## [REQUIREMENT]
Write out all of the data again, precisely as it appears.

## [INPUT MATERIAL]

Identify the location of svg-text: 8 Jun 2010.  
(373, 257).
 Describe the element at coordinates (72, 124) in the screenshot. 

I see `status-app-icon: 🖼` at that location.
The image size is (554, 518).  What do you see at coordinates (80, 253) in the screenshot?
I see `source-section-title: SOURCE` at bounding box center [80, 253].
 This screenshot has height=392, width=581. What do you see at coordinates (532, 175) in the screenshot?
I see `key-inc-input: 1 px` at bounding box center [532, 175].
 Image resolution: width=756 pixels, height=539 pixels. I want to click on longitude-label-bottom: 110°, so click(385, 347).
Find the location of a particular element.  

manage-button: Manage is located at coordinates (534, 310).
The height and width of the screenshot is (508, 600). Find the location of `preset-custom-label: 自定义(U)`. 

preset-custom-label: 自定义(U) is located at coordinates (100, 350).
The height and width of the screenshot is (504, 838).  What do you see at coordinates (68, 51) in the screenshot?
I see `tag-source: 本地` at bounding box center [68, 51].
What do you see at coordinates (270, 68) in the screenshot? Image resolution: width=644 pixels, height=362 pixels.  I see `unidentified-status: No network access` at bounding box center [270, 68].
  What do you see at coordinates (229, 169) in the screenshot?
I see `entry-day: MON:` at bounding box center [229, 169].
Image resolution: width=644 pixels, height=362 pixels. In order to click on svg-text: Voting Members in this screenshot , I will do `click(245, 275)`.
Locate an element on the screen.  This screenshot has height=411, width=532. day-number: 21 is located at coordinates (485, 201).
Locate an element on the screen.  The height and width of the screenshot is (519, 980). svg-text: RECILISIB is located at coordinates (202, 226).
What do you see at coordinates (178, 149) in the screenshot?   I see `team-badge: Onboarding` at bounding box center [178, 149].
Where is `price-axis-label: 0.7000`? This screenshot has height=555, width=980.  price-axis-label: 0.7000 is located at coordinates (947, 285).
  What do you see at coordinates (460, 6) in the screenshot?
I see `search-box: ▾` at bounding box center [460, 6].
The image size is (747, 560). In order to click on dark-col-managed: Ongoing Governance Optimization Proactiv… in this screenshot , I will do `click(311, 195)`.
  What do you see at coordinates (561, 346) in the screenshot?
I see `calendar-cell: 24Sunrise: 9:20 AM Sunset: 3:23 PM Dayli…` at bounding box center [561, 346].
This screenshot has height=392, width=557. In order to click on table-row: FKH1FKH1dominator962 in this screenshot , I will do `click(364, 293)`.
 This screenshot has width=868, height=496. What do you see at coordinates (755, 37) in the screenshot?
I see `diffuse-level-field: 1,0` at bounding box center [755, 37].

## [RESPONSE AREA]
Identify the location of svg-text: 8 Jun 2010.  
(373, 257).
 Describe the element at coordinates (72, 124) in the screenshot. 

I see `status-app-icon: 🖼` at that location.
The image size is (554, 518).  What do you see at coordinates (80, 253) in the screenshot?
I see `source-section-title: SOURCE` at bounding box center [80, 253].
 This screenshot has height=392, width=581. What do you see at coordinates (532, 175) in the screenshot?
I see `key-inc-input: 1 px` at bounding box center [532, 175].
 Image resolution: width=756 pixels, height=539 pixels. I want to click on longitude-label-bottom: 110°, so click(385, 347).
Find the location of a particular element.  

manage-button: Manage is located at coordinates (534, 310).
The height and width of the screenshot is (508, 600). Find the location of `preset-custom-label: 自定义(U)`. 

preset-custom-label: 自定义(U) is located at coordinates (100, 350).
The height and width of the screenshot is (504, 838).  What do you see at coordinates (68, 51) in the screenshot?
I see `tag-source: 本地` at bounding box center [68, 51].
What do you see at coordinates (270, 68) in the screenshot? Image resolution: width=644 pixels, height=362 pixels.  I see `unidentified-status: No network access` at bounding box center [270, 68].
  What do you see at coordinates (229, 169) in the screenshot?
I see `entry-day: MON:` at bounding box center [229, 169].
Image resolution: width=644 pixels, height=362 pixels. In order to click on svg-text: Voting Members in this screenshot , I will do `click(245, 275)`.
Locate an element on the screen.  This screenshot has height=411, width=532. day-number: 21 is located at coordinates (485, 201).
Locate an element on the screen.  The height and width of the screenshot is (519, 980). svg-text: RECILISIB is located at coordinates (202, 226).
What do you see at coordinates (178, 149) in the screenshot?   I see `team-badge: Onboarding` at bounding box center [178, 149].
Where is `price-axis-label: 0.7000`? This screenshot has height=555, width=980.  price-axis-label: 0.7000 is located at coordinates (947, 285).
  What do you see at coordinates (460, 6) in the screenshot?
I see `search-box: ▾` at bounding box center [460, 6].
The image size is (747, 560). In order to click on dark-col-managed: Ongoing Governance Optimization Proactiv… in this screenshot , I will do `click(311, 195)`.
  What do you see at coordinates (561, 346) in the screenshot?
I see `calendar-cell: 24Sunrise: 9:20 AM Sunset: 3:23 PM Dayli…` at bounding box center [561, 346].
This screenshot has height=392, width=557. In order to click on table-row: FKH1FKH1dominator962 in this screenshot , I will do `click(364, 293)`.
 This screenshot has width=868, height=496. What do you see at coordinates (755, 37) in the screenshot?
I see `diffuse-level-field: 1,0` at bounding box center [755, 37].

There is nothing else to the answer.